I can't take it anymore, so I'm going with pseudonyms. My boss doesn't need one. She can be short-tempered and snappy at times, but (a) it's usually at other people, (b) she immediately stops when I calmly say "don't yell at me, I'm trying to help," which no one else seems to have the testicular fortitude to do, (c) when halfwit DBAs get snarky with me, I can count on her to make them feel like semi-retarded toddlers, and (d) she's crazy, crazy smart.
Also, she occasionally, un-ironically, calls me "dear," which, frankly, is more affection than I get from my immediate family. And when G had his stroke, she called me at the emergency vet to check on him (she's a dog person) and to tell me that she was praying for both of us. And she didn't laugh at me when I start crying for the first time that day, at hearing that. So, you know.
Anyway. My other colleagues, not so much with the crazy smart.

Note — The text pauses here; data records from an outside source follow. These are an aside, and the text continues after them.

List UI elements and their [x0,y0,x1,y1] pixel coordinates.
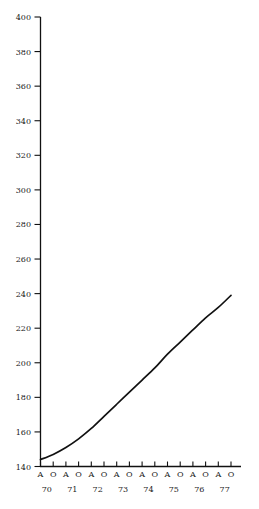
y-axis-tick-label: 160 [16,428,31,437]
x-axis-year-label: 74 [143,485,153,494]
x-axis-tick-label: O [50,470,57,479]
x-axis-tick-labels: AOAOAOAOAOAOAOAO [37,470,235,479]
x-axis-tick-label: A [62,470,69,479]
x-axis-tick-label: O [177,470,184,479]
y-axis-tick-label: 320 [16,151,31,160]
x-axis-tick-label: O [126,470,133,479]
x-axis-tick-label: A [87,470,94,479]
x-axis-year-labels: 7071727374757677 [42,485,230,494]
x-axis-tick-label: O [101,470,108,479]
x-axis-tick-label: A [138,470,145,479]
line-chart: 1401601802002202402602803003203403603804… [0,0,259,509]
x-axis-tick-label: A [113,470,120,479]
y-axis-tick-label: 200 [16,359,31,368]
y-axis-tick-label: 340 [16,117,31,126]
x-axis-year-label: 70 [42,485,52,494]
x-axis-tick-label: O [75,470,82,479]
x-axis-year-label: 72 [93,485,103,494]
y-axis-tick-label: 280 [16,220,31,229]
x-axis-tick-label: A [37,470,44,479]
x-axis-year-label: 75 [169,485,179,494]
data-series-line [41,295,232,459]
y-axis-tick-labels: 1401601802002202402602803003203403603804… [16,13,31,472]
y-axis-tick-label: 220 [16,324,31,333]
x-axis-tick-label: O [152,470,159,479]
x-axis-tick-label: A [189,470,196,479]
y-axis-tick-label: 260 [16,255,31,264]
chart-container: 1401601802002202402602803003203403603804… [0,0,259,509]
x-axis-tick-label: A [164,470,171,479]
x-axis-tick-label: O [228,470,235,479]
y-axis-tick-label: 140 [16,463,31,472]
y-axis-tick-label: 400 [16,13,31,22]
x-axis-tick-label: O [202,470,209,479]
y-axis-tick-label: 180 [16,393,31,402]
x-axis-year-label: 71 [67,485,77,494]
y-axis-tick-label: 240 [16,290,31,299]
x-axis-year-label: 76 [194,485,204,494]
y-axis-tick-label: 380 [16,48,31,57]
x-axis-year-label: 77 [220,485,230,494]
x-axis-year-label: 73 [118,485,128,494]
y-axis-tick-marks [35,17,41,467]
y-axis-tick-label: 360 [16,82,31,91]
x-axis-tick-label: A [214,470,221,479]
y-axis-tick-label: 300 [16,186,31,195]
x-axis-tick-marks [41,462,232,467]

Tweedledee is the office rattletrap. He's madly in love with the sound of his own voice. (He's also the one who cuts his nails at his desk. Retch.) He talks incessantly; very, very loudly; and never lets anyone else get a word in edgewise. He talks to himself louder than I talk to other people, and he does it with alarming regularity. He also talks just as loudly no matter how close you are in proximity to him. In the passenger seat of his minivan, going to an off-site meeting, your hair blows back from the sheer volume. To the best of my knowledge, he's only been out of the US once, but his trip to Australia many years ago makes him a worldly, seasoned, and politically knowledgeable raconteur in his mind. Pontification, in the dictionary, includes his photo. He will lecture you endlessly on any subject, no matter how much he knows about it, or doesn't. He tells the same story over and over and over (and over!), to people who sit one cube apart. My only recourse, upon hearing the story for the eighth time, is to tell him that I heard him the first seven times, and physically turn away and go back to my work, when he continues telling the story. And you know how I feel about rudeness. But it's either that or kill him, and he's actually a good programmer, so I can't take the risk.

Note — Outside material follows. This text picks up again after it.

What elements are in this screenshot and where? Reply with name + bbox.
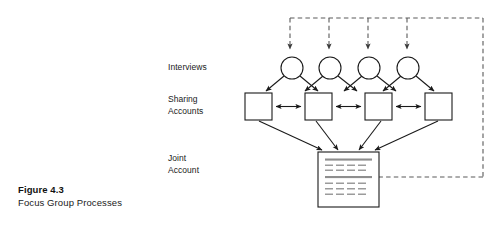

The good news is that he's out of the office on vacation right now, so I can save my eardrums from my ipod at top-volume for two weeks. The bad news is that he's in Europe, because his wife's on some assignment over there, and he'll be perfectly insufferable when he gets back.
Tweedledum is the opposite. He's a pretty nice guy, in an obsequious, smarmy way. He gossips like a woman, which squicks me out, but I only had to snap at him once to make him stop grilling me for drama. And he's not a bad coder, really, but he's lazy. Since there's only four of us, including my boss, however, we can't afford lazy. It's not even his fault, really. We all try to compensate for him, because he hasn't learned anything about the business in the year and a half that he's been with us. He'll make three changes to one program over the course of a month, but somehow never actually learn what the program does -- it's almost like an intentional mental blockage, he does it so consistently. So when the third change should take him thirty seconds, it takes him a month -- just like the first change did -- because he still doesn't know what tables are affected, what it does, or how it falls into the business process. And half the time, when I move his changes to production, they don't even compile. No matter how many times we tell him not to delete his emails (they're all deleted automatically after 45 days), he still does, so he has no record of the last two changes, and how/why they fit into the job stream. And he refuses to take notes, much less save them digitally. Because of this, Tweedledee and I have this weird, compulsive reflex to help with any problem he has, that we're cc'ed on, just for the sake of time. We need to stop it, because (a) Tweedledum must eventually start absorbing, if only by force, (b) it's hurting our productivity, (c) taking responsibility for his own slackness will make him work faster and better, and stop yapping about his band (He's at least 55. Jeez. Grow up.) on the phone, and (d) it's annoying and annoyance makes me sleep badly.
Today, my boss asked Tweedledum to figure out why a few records were randomly not being sent to accounts receivable, with everything else. In the same email, she asked me to verify the actual receipt records from the vendor, which is much more convoluted, but still only took about 20 minutes, because I know that process well and have it documented cleanly. Five hours later, he came over and asked me if there was anything he could do to help me figure out what was wrong with the AR transactions. And now I need a drink.
I should add here that I don't hate, or even really dislike, either of them. They just make me bang my head on my desk and wish I had strong anti-psychotic drugs. And maybe one day my books will make them famous? No, not really. So I have to vent. One day I will hopefully retire, and I'd like to do it with my brain mostly intact.